KESIAN SUHA ARAFAT.

on Nov 1, 2011




The widow of the late Palestinian leader Yasser Arafat has been accussed of amassing millions in a deal she made in 2006 when she was living in Tunisia. (File photo)


Tunisian authorities issued an international arrest warrant for Suha Arafat, widow of late Palestinian leader Yasser Arafat, as part of a corruption probe into Tunisia’s former first family, the justice ministry said on Monday.

Suha Arafat used to spend much of her time in Tunisia and was for many years close to the wife of former President Zine al-Abidine Ben Ali, who was forced to flee by the north African country’s revolution in January.
“Tunisia issued an arrest warrant against Mrs Arafat on suspicion of involvement in cases of financial corruption with the family of Ben Ali’s wife,” said Shokri Nafti, a spokesman for the justice ministry.

In Malta, Arafat on Monday rejected the charges.

“I reject all the accusations listed in the media; I am ready to deal with this issue, to submit documents, and I have entrusted a Tunisian lawyer to present these documents,” she told AFP in a telephone interview.

The widow of the former Palestinian leader also said she was unaware of an international arrest warrant issued against her.

“I officially declare that I am not aware of an arrest warrant issued against me and no international organization has informed me,” she said.

In response to the charges linking her with the former first lady, she said: “I have had no connection since 2007 with the issue of the International School and I have all official documents proving I sold all my shares and my actions in the school to Asma Mahjoub, the niece of Leila,” Suha Arafat told AFP.

She added that “payments made by her to contribute to the capital of the International School was a loan of 300,000 Tunisian dinars ($212,000) obtained from the Housing Bank of Tunisia.

“I have paid out the loan and when I gave up my share, I only made 30,000 dinars,” she said.

She stressed she had no connection “with any case in which Ben Ali’s name is mentioned” and called for her name “not to be linked” to the wife of the ousted Tunisian president.
The Arafat family established ties to Tunisia in the period when the Palestine Liberation Organization was exiled and set up its headquarters in Tunis in the 1980s and early 1990s.

After the death of the Palestinian leader in 2004, his widow received a Tunisian passport and was frequently seen in Tunisia alongside Ben Ali’s wife, Leila Trabelsi, a former hairdresser whose relatives came to control much of the economy.

But Arafat was stripped of her Tunisian nationality and deported in 2007 after a dispute with Trabelsi. She now lives in Malta, according to a Palestinian source who used to be close to the Arafat family.

The charges she faces in Tunisia include alleged corruption involving the setting up of a school by the Carthage International School in which she was involved with Trabelsi.

Arafat on Monday said she severed her links to the school in 2007 and had documents to prove that she had sold her shares to Asma Mahjoub, the niece of the former first lady.

Since Tunisia’s revolution, which set in motion Arab uprisings across the region, prosecutors have been pursuing dozens of people linked to the former first lady on charges of corruption.

The courts have also convicted Ben Ali and his wife, in absentia, of theft, possession of drugs and weapons, and corruption. Ben Ali’s lawyer denies the charges.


Please return every line below that contains the string "right".

Materials provided:

******

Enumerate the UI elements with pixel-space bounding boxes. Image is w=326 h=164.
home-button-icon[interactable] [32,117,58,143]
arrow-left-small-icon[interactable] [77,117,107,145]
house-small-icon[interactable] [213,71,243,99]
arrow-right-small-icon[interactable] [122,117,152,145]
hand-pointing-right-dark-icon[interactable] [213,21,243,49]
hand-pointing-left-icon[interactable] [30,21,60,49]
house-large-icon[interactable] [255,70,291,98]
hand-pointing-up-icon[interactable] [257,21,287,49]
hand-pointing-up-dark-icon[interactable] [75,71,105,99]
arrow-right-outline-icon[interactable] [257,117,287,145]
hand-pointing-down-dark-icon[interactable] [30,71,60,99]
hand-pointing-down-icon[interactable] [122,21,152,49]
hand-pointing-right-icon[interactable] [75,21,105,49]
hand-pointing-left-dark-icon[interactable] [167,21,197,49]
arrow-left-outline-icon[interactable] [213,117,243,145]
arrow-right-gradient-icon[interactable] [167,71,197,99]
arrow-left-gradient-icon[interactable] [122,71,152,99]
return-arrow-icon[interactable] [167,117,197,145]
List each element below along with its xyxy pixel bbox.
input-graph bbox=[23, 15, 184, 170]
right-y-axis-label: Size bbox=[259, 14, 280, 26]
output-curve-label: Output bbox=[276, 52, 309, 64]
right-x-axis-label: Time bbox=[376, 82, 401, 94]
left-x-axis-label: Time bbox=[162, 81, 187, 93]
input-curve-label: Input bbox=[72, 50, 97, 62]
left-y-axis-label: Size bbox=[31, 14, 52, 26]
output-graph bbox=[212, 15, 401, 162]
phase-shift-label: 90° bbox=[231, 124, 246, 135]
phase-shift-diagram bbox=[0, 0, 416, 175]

******

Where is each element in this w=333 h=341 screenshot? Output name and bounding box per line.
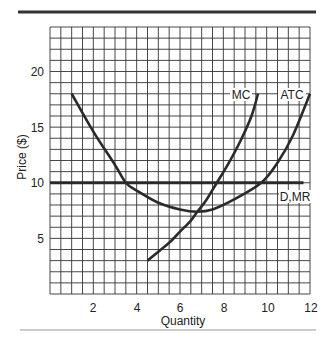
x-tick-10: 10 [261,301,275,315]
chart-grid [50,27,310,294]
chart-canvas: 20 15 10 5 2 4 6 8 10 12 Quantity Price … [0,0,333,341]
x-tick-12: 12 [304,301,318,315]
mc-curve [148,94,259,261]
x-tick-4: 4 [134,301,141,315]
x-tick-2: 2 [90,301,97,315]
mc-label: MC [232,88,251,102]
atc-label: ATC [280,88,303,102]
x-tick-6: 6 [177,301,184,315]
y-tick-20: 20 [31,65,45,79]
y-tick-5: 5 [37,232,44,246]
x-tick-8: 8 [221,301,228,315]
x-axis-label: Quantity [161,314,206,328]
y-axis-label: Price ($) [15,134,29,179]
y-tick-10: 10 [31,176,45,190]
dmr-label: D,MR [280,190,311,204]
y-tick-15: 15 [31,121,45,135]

******

Your solution:
arrow-right-small-icon[interactable] [122,117,152,145]
hand-pointing-right-dark-icon[interactable] [213,21,243,49]
arrow-right-outline-icon[interactable] [257,117,287,145]
hand-pointing-right-icon[interactable] [75,21,105,49]
arrow-right-gradient-icon[interactable] [167,71,197,99]
right-y-axis-label: Size bbox=[259, 14, 280, 26]
right-x-axis-label: Time bbox=[376, 82, 401, 94]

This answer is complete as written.